Foley: Have More Faith In Government Former House Speaker Reflects On 30-Year Career In Congress
After 30 years in Congress, five as speaker of the House, Tom Foley would change only a few things about the nation.
The most important may be the people’s lack of confidence in their leaders.
The loss of that confidence, Foley said Thursday night, is the biggest change between the time he entered Congress and the time he left.
“This is, after all, our government,” Foley told a crowd at Gonzaga University’s Charlotte Martin Centre. “I wish the nation would go into the 21st century with more self-confidence in its own institutions.”
The 15-term representative from Spokane, retired by voters in the 1994 election, said he believed people were overly cynical about their politicians. Cynicism has increased as conservatives argue the federal government is the problem, not the solution, and many workers see their wages frozen.
Politicians share some of the blame, he told GU students, faculty and members of the legal profession attending the annual Luvera Lecture.
“There is a tendency for the political system to promise too much,” Foley said. “Then, when the government doesn’t succeed, there’s discontent and disappointment.”
The Democrats may have promised too much in 1992, then paid the price in 1994 when such changes as health care reform and campaign finance reform didn’t happen, he said.
Maybe the election that placed Republicans in control of Congress after 40 years was an aberration; maybe it was a true realignment, Foley said.

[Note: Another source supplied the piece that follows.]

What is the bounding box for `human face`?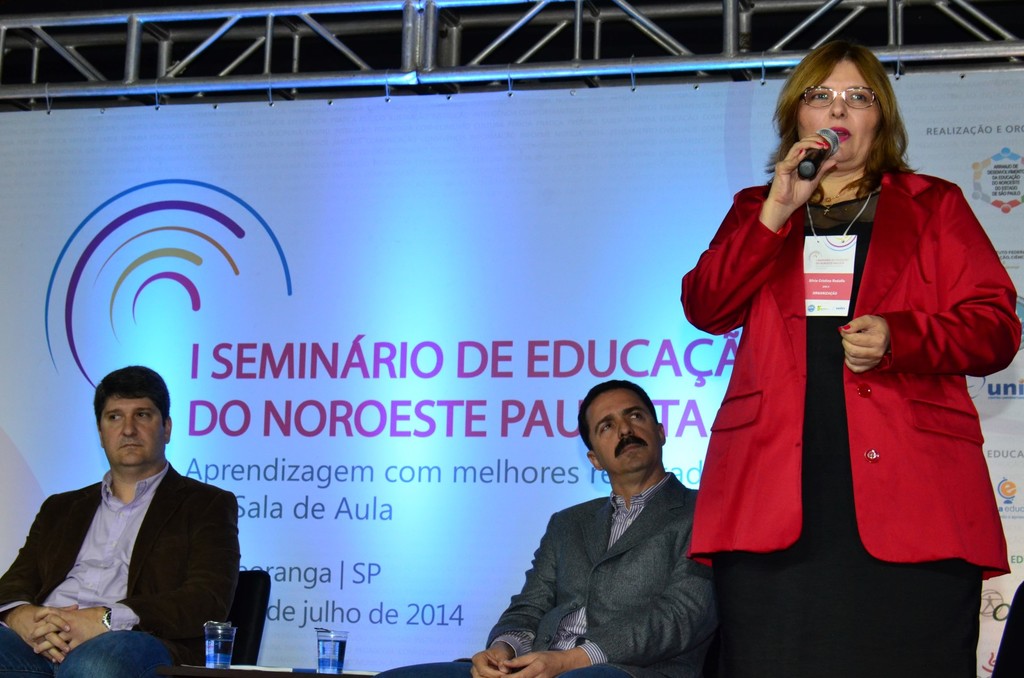
detection(803, 61, 872, 166).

Next year’s election will tell.
For much of his 90-minute speech, Foley reflected on the presidents who ran the country while he was in Congress.
Lyndon Johnson was a “hands-on” president who frequently lobbied Congress. He once invited the Washington state delegation to the White House after winning a close vote on a pet bill.

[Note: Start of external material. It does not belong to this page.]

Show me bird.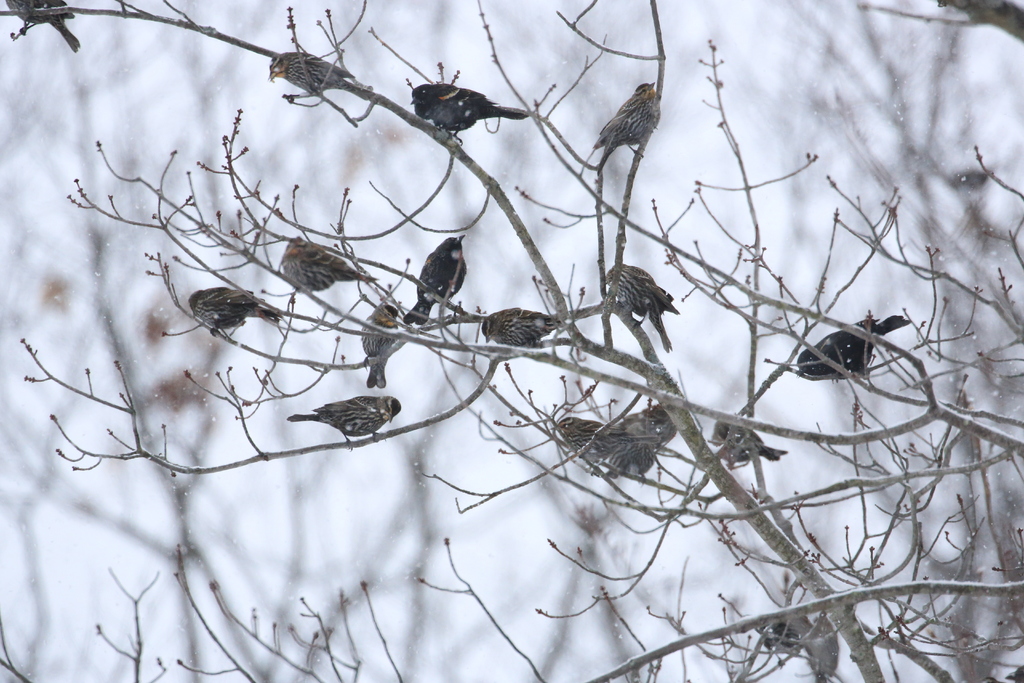
bird is here: [3, 0, 80, 54].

“You’d have to be a damn fool to vote against a bill like that,” Johnson said, looking straight at Foley.
Foley wondered if he should tell LBJ he had voted against it, then realized he was getting “the Johnson treatment.”

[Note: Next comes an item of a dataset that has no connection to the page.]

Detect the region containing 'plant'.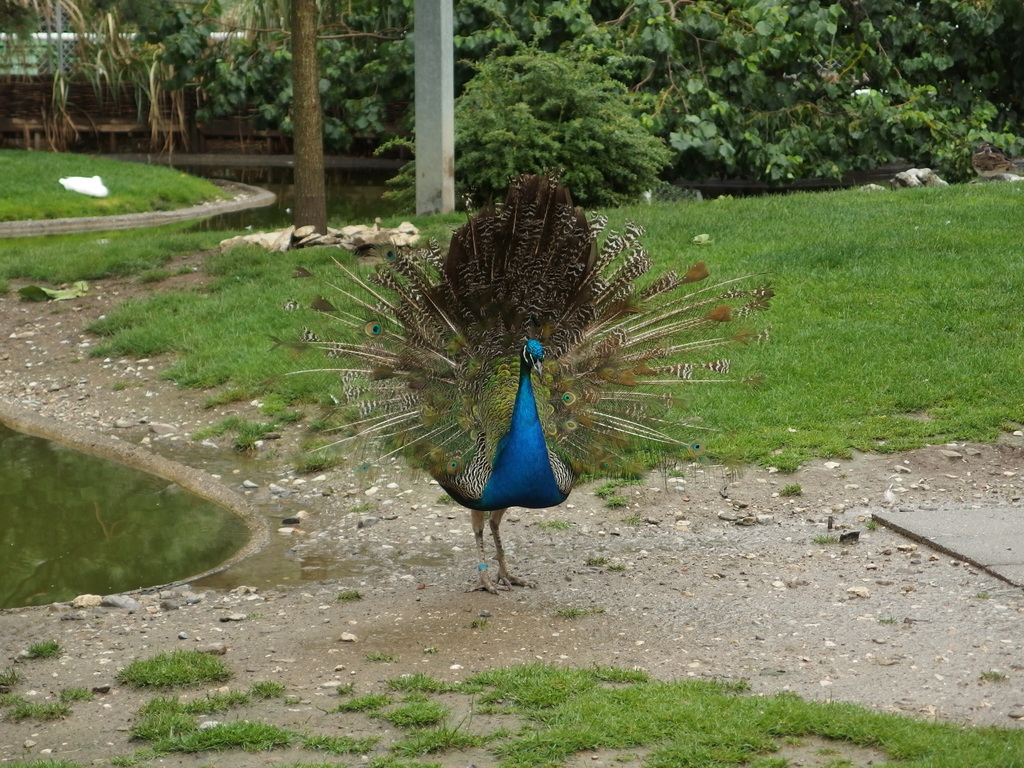
bbox(402, 728, 472, 750).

He recalled standing with other Democrats in the House when Republican Gerald Ford was sworn in after Richard Nixon’s resignation. Ford asked the nation to pray for him. “From the back of the room came a voice, ‘We will, Jerry. God bless you.”’
As former speaker, Foley is allowed to keep an office open in Spokane for five years. Earlier this month, Rep. Linda Smith, R-Wash., proposed closing the office to save taxpayers $200,000 a year.
Foley said after the speech he thought the office was valuable to the public, which still calls or writes him with questions about Congress or legislation.